A New Way to Eavesdrop on Ocean Temperature in the Arctic

Typography

New research led by scientists at UC San Diego’s Scripps Institution of Oceanography finds that the travel time of underwater sounds traveling across the Arctic Ocean can be used to precisely measure ocean temperature under the region’s sea ice, providing precious data on temperature variability in a rapidly changing environment that is remote and difficult to access.

New research led by scientists at UC San Diego’s Scripps Institution of Oceanography finds that the travel time of underwater sounds traveling across the Arctic Ocean can be used to precisely measure ocean temperature under the region’s sea ice, providing precious data on temperature variability in a rapidly changing environment that is remote and difficult to access. The technique, known as ocean acoustic thermometry, was originally developed by the late Walter Munk and Peter Worcester at Scripps and Carl Wunsch at the Massachusetts Institute of Technology.

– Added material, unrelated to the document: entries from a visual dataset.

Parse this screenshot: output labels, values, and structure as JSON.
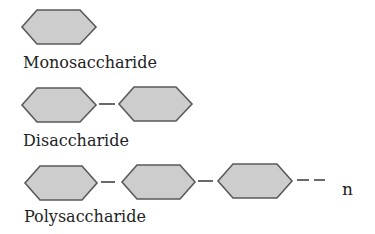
{
  "diagram": {
    "rows": [
      {
        "label": "Monosaccharide",
        "units": 1,
        "continues": false
      },
      {
        "label": "Disaccharide",
        "units": 2,
        "continues": false
      },
      {
        "label": "Polysaccharide",
        "units": 3,
        "continues": true,
        "repeat_symbol": "n"
      }
    ],
    "colors": {
      "hex_fill": "#cdcdcd",
      "hex_stroke": "#5a5a5a",
      "text": "#222222"
    }
  }
}
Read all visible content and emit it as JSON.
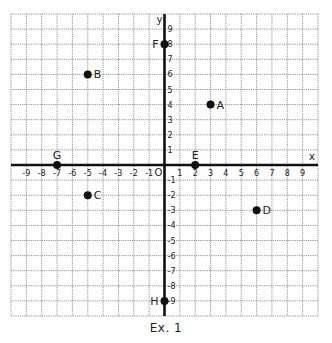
{
  "caption": "Ex. 1",
  "colors": {
    "grid": "#7a7a7a",
    "axis": "#111111",
    "point": "#111111",
    "text": "#222222"
  },
  "chart_data": {
    "type": "scatter",
    "title": "",
    "xlabel": "x",
    "ylabel": "y",
    "xlim": [
      -10,
      10
    ],
    "ylim": [
      -10,
      10
    ],
    "grid": true,
    "origin_label": "O",
    "x_ticks": [
      -9,
      -8,
      -7,
      -6,
      -5,
      -4,
      -3,
      -2,
      -1,
      1,
      2,
      3,
      4,
      5,
      6,
      7,
      8,
      9
    ],
    "y_ticks": [
      -9,
      -8,
      -7,
      -6,
      -5,
      -4,
      -3,
      -2,
      -1,
      1,
      2,
      3,
      4,
      5,
      6,
      7,
      8,
      9
    ],
    "points": [
      {
        "label": "A",
        "x": 3,
        "y": 4,
        "label_pos": "right"
      },
      {
        "label": "B",
        "x": -5,
        "y": 6,
        "label_pos": "right"
      },
      {
        "label": "C",
        "x": -5,
        "y": -2,
        "label_pos": "right"
      },
      {
        "label": "D",
        "x": 6,
        "y": -3,
        "label_pos": "right"
      },
      {
        "label": "E",
        "x": 2,
        "y": 0,
        "label_pos": "above"
      },
      {
        "label": "F",
        "x": 0,
        "y": 8,
        "label_pos": "left"
      },
      {
        "label": "G",
        "x": -7,
        "y": 0,
        "label_pos": "above"
      },
      {
        "label": "H",
        "x": 0,
        "y": -9,
        "label_pos": "left"
      }
    ]
  }
}
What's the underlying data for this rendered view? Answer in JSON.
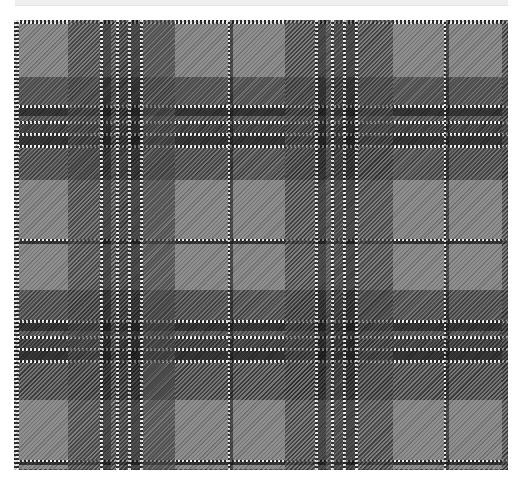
{
  "image": {
    "subject": "grey tartan plaid fabric swatch",
    "colors": {
      "ground": "#8a8a8a",
      "mid": "#5e5e5e",
      "dark": "#3a3a3a",
      "black": "#111111",
      "white": "#f2f2f2",
      "top_strip": "#efefef"
    }
  },
  "warp": [
    {
      "x": 0,
      "w": 5,
      "color": "#a0a0a0",
      "kind": "line"
    },
    {
      "x": 54,
      "w": 32,
      "color": "#5e5e5e",
      "kind": "hatch"
    },
    {
      "x": 86,
      "w": 3,
      "color": "#f2f2f2",
      "kind": "line"
    },
    {
      "x": 89,
      "w": 8,
      "color": "#111111",
      "kind": "solid"
    },
    {
      "x": 97,
      "w": 5,
      "color": "#5e5e5e",
      "kind": "hatch"
    },
    {
      "x": 102,
      "w": 3,
      "color": "#f2f2f2",
      "kind": "line"
    },
    {
      "x": 105,
      "w": 9,
      "color": "#3a3a3a",
      "kind": "hatch"
    },
    {
      "x": 114,
      "w": 3,
      "color": "#f2f2f2",
      "kind": "line"
    },
    {
      "x": 117,
      "w": 9,
      "color": "#111111",
      "kind": "solid"
    },
    {
      "x": 126,
      "w": 3,
      "color": "#f2f2f2",
      "kind": "line"
    },
    {
      "x": 129,
      "w": 32,
      "color": "#5e5e5e",
      "kind": "hatch"
    },
    {
      "x": 214,
      "w": 2,
      "color": "#f2f2f2",
      "kind": "line"
    },
    {
      "x": 216,
      "w": 3,
      "color": "#111111",
      "kind": "solid"
    },
    {
      "x": 271,
      "w": 30,
      "color": "#5e5e5e",
      "kind": "hatch"
    },
    {
      "x": 301,
      "w": 3,
      "color": "#f2f2f2",
      "kind": "line"
    },
    {
      "x": 304,
      "w": 8,
      "color": "#111111",
      "kind": "solid"
    },
    {
      "x": 312,
      "w": 5,
      "color": "#5e5e5e",
      "kind": "hatch"
    },
    {
      "x": 317,
      "w": 3,
      "color": "#f2f2f2",
      "kind": "line"
    },
    {
      "x": 320,
      "w": 9,
      "color": "#3a3a3a",
      "kind": "hatch"
    },
    {
      "x": 329,
      "w": 3,
      "color": "#f2f2f2",
      "kind": "line"
    },
    {
      "x": 332,
      "w": 9,
      "color": "#111111",
      "kind": "solid"
    },
    {
      "x": 341,
      "w": 3,
      "color": "#f2f2f2",
      "kind": "line"
    },
    {
      "x": 344,
      "w": 35,
      "color": "#5e5e5e",
      "kind": "hatch"
    },
    {
      "x": 430,
      "w": 2,
      "color": "#f2f2f2",
      "kind": "line"
    },
    {
      "x": 432,
      "w": 3,
      "color": "#111111",
      "kind": "solid"
    },
    {
      "x": 488,
      "w": 6,
      "color": "#5e5e5e",
      "kind": "hatch"
    }
  ],
  "weft": [
    {
      "y": 0,
      "h": 4,
      "color": "#a0a0a0",
      "kind": "line"
    },
    {
      "y": 57,
      "h": 28,
      "color": "#5e5e5e",
      "kind": "hatch"
    },
    {
      "y": 85,
      "h": 3,
      "color": "#f2f2f2",
      "kind": "line"
    },
    {
      "y": 88,
      "h": 8,
      "color": "#111111",
      "kind": "solid"
    },
    {
      "y": 96,
      "h": 5,
      "color": "#5e5e5e",
      "kind": "hatch"
    },
    {
      "y": 101,
      "h": 3,
      "color": "#f2f2f2",
      "kind": "line"
    },
    {
      "y": 104,
      "h": 9,
      "color": "#3a3a3a",
      "kind": "hatch"
    },
    {
      "y": 113,
      "h": 3,
      "color": "#f2f2f2",
      "kind": "line"
    },
    {
      "y": 116,
      "h": 9,
      "color": "#111111",
      "kind": "solid"
    },
    {
      "y": 125,
      "h": 3,
      "color": "#f2f2f2",
      "kind": "line"
    },
    {
      "y": 128,
      "h": 32,
      "color": "#5e5e5e",
      "kind": "hatch"
    },
    {
      "y": 219,
      "h": 2,
      "color": "#f2f2f2",
      "kind": "line"
    },
    {
      "y": 221,
      "h": 3,
      "color": "#111111",
      "kind": "solid"
    },
    {
      "y": 270,
      "h": 30,
      "color": "#5e5e5e",
      "kind": "hatch"
    },
    {
      "y": 300,
      "h": 3,
      "color": "#f2f2f2",
      "kind": "line"
    },
    {
      "y": 303,
      "h": 8,
      "color": "#111111",
      "kind": "solid"
    },
    {
      "y": 311,
      "h": 5,
      "color": "#5e5e5e",
      "kind": "hatch"
    },
    {
      "y": 316,
      "h": 3,
      "color": "#f2f2f2",
      "kind": "line"
    },
    {
      "y": 319,
      "h": 9,
      "color": "#3a3a3a",
      "kind": "hatch"
    },
    {
      "y": 328,
      "h": 3,
      "color": "#f2f2f2",
      "kind": "line"
    },
    {
      "y": 331,
      "h": 9,
      "color": "#111111",
      "kind": "solid"
    },
    {
      "y": 340,
      "h": 3,
      "color": "#f2f2f2",
      "kind": "line"
    },
    {
      "y": 343,
      "h": 37,
      "color": "#5e5e5e",
      "kind": "hatch"
    },
    {
      "y": 440,
      "h": 2,
      "color": "#f2f2f2",
      "kind": "line"
    },
    {
      "y": 442,
      "h": 3,
      "color": "#111111",
      "kind": "solid"
    }
  ]
}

The basic principle leveraged by acoustic thermometry is that sound travels faster in warmer water and slower in colder water. The technique uses this relationship to infer the temperature of the water the acoustic signal passes through by measuring the time it takes the sound to travel from one point to another. The researchers tested the method during the 2019-2020 Arctic field season with the joint US-Norwegian Coordinated Arctic Acoustic Thermometry Experiment (CAATEX). The team used six bottom-anchored moorings across a roughly 2,600-kilometer (1,600-mile) path in the Arctic Ocean to transmit and measure acoustic signals every three days. The moorings spanned the Arctic Ocean, from north of Alaska in the west to north of Svalbard in the east, and remained in place for one year.

The experiment aimed to test whether this might be a viable way to measure Arctic Ocean temperature year-round, or if challenges such as the scattering of the sound by the rough undersides of sea ice might render the signals undetectable or impossible to decipher.

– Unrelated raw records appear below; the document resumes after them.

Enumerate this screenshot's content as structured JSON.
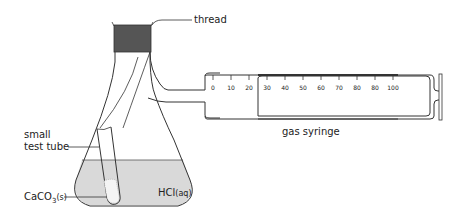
{
  "diagram": {
    "labels": {
      "thread": "thread",
      "small": "small",
      "test_tube": "test tube",
      "caco3_main": "CaCO",
      "caco3_sub": "3",
      "caco3_state": "(s)",
      "hcl_main": "HCl",
      "hcl_state": "(aq)",
      "gas_syringe": "gas syringe"
    },
    "syringe_scale": [
      "0",
      "10",
      "20",
      "30",
      "40",
      "50",
      "60",
      "70",
      "80",
      "80",
      "100"
    ],
    "colors": {
      "liquid": "#d9d9d9",
      "stopper": "#555555",
      "line": "#333333",
      "solid": "#f4f4f4"
    }
  }
}
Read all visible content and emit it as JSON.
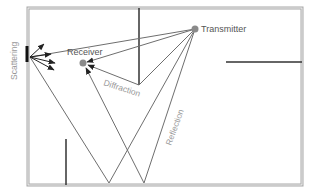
{
  "diagram": {
    "labels": {
      "transmitter": "Transmitter",
      "receiver": "Receiver",
      "diffraction": "Diffraction",
      "reflection": "Reflection",
      "scattering": "Scattering"
    },
    "nodes": [
      {
        "id": "transmitter",
        "label": "Transmitter"
      },
      {
        "id": "receiver",
        "label": "Receiver"
      }
    ],
    "mechanisms": [
      "Diffraction",
      "Reflection",
      "Scattering"
    ],
    "colors": {
      "frame": "#9a9a9a",
      "wall": "#333333",
      "ray": "#6e6e6e",
      "node": "#8a8a8a",
      "label_dark": "#555555",
      "label_light": "#999999"
    }
  }
}
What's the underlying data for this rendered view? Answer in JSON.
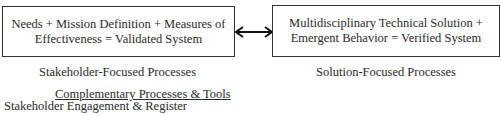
{
  "diagram": {
    "left_box": {
      "line1": "Needs + Mission Definition + Measures of",
      "line2": "Effectiveness = Validated System"
    },
    "right_box": {
      "line1": "Multidisciplinary Technical Solution +",
      "line2": "Emergent Behavior = Verified System"
    },
    "connector": "bidirectional-arrow",
    "left_caption": "Stakeholder-Focused Processes",
    "right_caption": "Solution-Focused Processes",
    "complementary": {
      "title": "Complementary Processes & Tools",
      "items": [
        "Stakeholder Engagement & Register"
      ]
    }
  }
}
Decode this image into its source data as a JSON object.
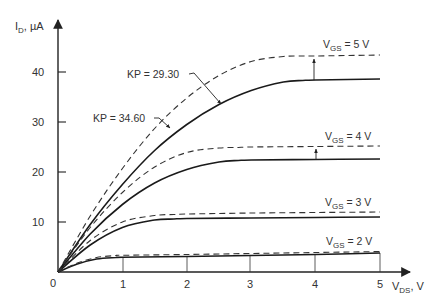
{
  "chart_data": {
    "type": "line",
    "title": "",
    "xlabel": "V_DS, V",
    "ylabel": "I_D, µA",
    "xlim": [
      0,
      5
    ],
    "ylim": [
      0,
      45
    ],
    "grid": false,
    "x_ticks": [
      0,
      1,
      2,
      3,
      4,
      5
    ],
    "y_ticks": [
      10,
      20,
      30,
      40
    ],
    "origin_label": "0",
    "series": [
      {
        "name": "VGS = 5 V, KP = 29.30 (solid)",
        "style": "solid",
        "vgs": 5,
        "x": [
          0,
          0.5,
          1,
          1.5,
          2,
          2.5,
          3,
          3.5,
          3.8,
          4,
          5
        ],
        "y": [
          0,
          9.5,
          17.5,
          24.3,
          29.5,
          33.5,
          36.3,
          38.0,
          38.3,
          38.4,
          38.6
        ]
      },
      {
        "name": "VGS = 5 V, KP = 34.60 (dashed)",
        "style": "dashed",
        "vgs": 5,
        "x": [
          0,
          0.5,
          1,
          1.5,
          2,
          2.5,
          3,
          3.5,
          3.8,
          4,
          5
        ],
        "y": [
          0,
          11.2,
          20.7,
          28.7,
          34.8,
          39.3,
          42.1,
          43.1,
          43.2,
          43.2,
          43.4
        ]
      },
      {
        "name": "VGS = 4 V, KP = 29.30 (solid)",
        "style": "solid",
        "vgs": 4,
        "x": [
          0,
          0.5,
          1,
          1.5,
          2,
          2.5,
          2.8,
          3,
          4,
          5
        ],
        "y": [
          0,
          7.6,
          13.5,
          17.8,
          20.5,
          22.0,
          22.3,
          22.4,
          22.5,
          22.6
        ]
      },
      {
        "name": "VGS = 4 V, KP = 34.60 (dashed)",
        "style": "dashed",
        "vgs": 4,
        "x": [
          0,
          0.5,
          1,
          1.5,
          2,
          2.5,
          2.8,
          3,
          4,
          5
        ],
        "y": [
          0,
          8.9,
          15.9,
          21.0,
          23.9,
          24.8,
          24.9,
          25.0,
          25.1,
          25.2
        ]
      },
      {
        "name": "VGS = 3 V, KP = 29.30 (solid)",
        "style": "solid",
        "vgs": 3,
        "x": [
          0,
          0.5,
          1,
          1.5,
          1.8,
          2,
          3,
          4,
          5
        ],
        "y": [
          0,
          5.4,
          8.9,
          10.4,
          10.6,
          10.7,
          10.8,
          10.9,
          11.0
        ]
      },
      {
        "name": "VGS = 3 V, KP = 34.60 (dashed)",
        "style": "dashed",
        "vgs": 3,
        "x": [
          0,
          0.5,
          1,
          1.5,
          1.8,
          2,
          3,
          4,
          5
        ],
        "y": [
          0,
          6.3,
          10.0,
          11.3,
          11.5,
          11.6,
          11.8,
          11.9,
          12.0
        ]
      },
      {
        "name": "VGS = 2 V, KP = 29.30 (solid)",
        "style": "solid",
        "vgs": 2,
        "x": [
          0,
          0.3,
          0.6,
          0.9,
          1,
          2,
          3,
          4,
          5
        ],
        "y": [
          0,
          1.6,
          2.6,
          2.9,
          2.95,
          3.1,
          3.3,
          3.5,
          3.8
        ]
      },
      {
        "name": "VGS = 2 V, KP = 34.60 (dashed)",
        "style": "dashed",
        "vgs": 2,
        "x": [
          0,
          0.3,
          0.6,
          0.9,
          1,
          2,
          3,
          4,
          5
        ],
        "y": [
          0,
          1.8,
          2.9,
          3.3,
          3.35,
          3.5,
          3.7,
          3.9,
          4.1
        ]
      }
    ],
    "annotations": [
      {
        "text": "KP = 29.30",
        "target": "solid VGS=5 curve",
        "arrow": true
      },
      {
        "text": "KP = 34.60",
        "target": "dashed VGS=5 curve",
        "arrow": true
      },
      {
        "text": "VGS = 5 V",
        "near_y": 43
      },
      {
        "text": "VGS = 4 V",
        "near_y": 25
      },
      {
        "text": "VGS = 3 V",
        "near_y": 12
      },
      {
        "text": "VGS = 2 V",
        "near_y": 4
      }
    ],
    "legend": null
  },
  "labels": {
    "y_axis_main": "I",
    "y_axis_sub": "D",
    "y_axis_unit": ", µA",
    "x_axis_main": "V",
    "x_axis_sub": "DS",
    "x_axis_unit": ", V",
    "origin": "0",
    "kp1": "KP = 29.30",
    "kp2": "KP = 34.60",
    "vgs_prefix": "V",
    "vgs_sub": "GS",
    "vgs5_value": " = 5 V",
    "vgs4_value": " = 4 V",
    "vgs3_value": " = 3 V",
    "vgs2_value": " = 2 V",
    "xt1": "1",
    "xt2": "2",
    "xt3": "3",
    "xt4": "4",
    "xt5": "5",
    "yt10": "10",
    "yt20": "20",
    "yt30": "30",
    "yt40": "40"
  }
}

Read More at: University of California San Diego

An acoustic sound source manufactured at the Marine Science Development Center for Scripps researcher Matthew Dzieciuch being deployed in the Arctic Ocean from the U.S. Coast Guard Icebreaker Healy. Acoustic systems like these are uniquely able to monitor under the ice where satellites are compromised, and provide an unprecedented look at the changing Arctic environment. (Photo Credit: Lee Freitag/WHOI)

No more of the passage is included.